Without looking at a dictionary, courage is essentially going along with the conviction of what the right action is despite the fear and emotion.  It seems to me that courage is romanticized through the movies and TV as big gestures of one hero fighting an army or the hero making a daredevil move for whatever reason.  (My favorites models of courage were John Gage and Roy DeSoto from the TV series Emergency who climbed up in high and dangerous places to rescue people.  John admitted he was scared in a few of the scenes.)  
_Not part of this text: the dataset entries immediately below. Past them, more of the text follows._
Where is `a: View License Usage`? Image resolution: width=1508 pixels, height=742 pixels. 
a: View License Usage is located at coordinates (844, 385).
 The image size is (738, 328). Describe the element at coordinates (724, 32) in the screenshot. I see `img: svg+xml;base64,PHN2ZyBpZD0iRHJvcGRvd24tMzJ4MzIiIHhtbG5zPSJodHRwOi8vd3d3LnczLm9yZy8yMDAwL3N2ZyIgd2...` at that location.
In our real world, courage is not that exciting or suspenseful.  Courage can be:
  • telling someone no. 
  • walking away when they want to fight you . . . and maybe you might be called chicken by the bully,
  • saying enough is enough to one relative badgering another relative at the family holiday celebration,
  • buying yourself a present because you would like it despite having low-self-esteem telling you otherwise,
  • doing the right thing at your job when others are not,
  • going out to the malls and sending your kids to school despite the fear of what happened in Newtown CT
  • going to that holiday family celebration and trying to patch things up with that estranged relative
  • finding joy at the holiday season in some fashion or form

Courage is based on your context or situation, and it may be going against some crowd or “grain.”  Typically, you do not have courage without some type of conviction where you believe that some value or principle is worth the cost.   Usually the cost is someone calling you a fool—the vast majority of our risks in the world are not ones of life and death.

 One does not always act tough when showing courage.  When you are showing courage it can feel like the wind is blowing in your face at hurricane-force speeds.  Courage does not feel good until after you look back at it from the future.

I hold that there are people of courage everywhere that go on living and doing what is needed because it is the right thing to be doing.  I'm trying to be one of them.

I hope that if you are feeling paralyzed by your feelings that you can find courage to start moving again.  and do something in the spirit of the holidays.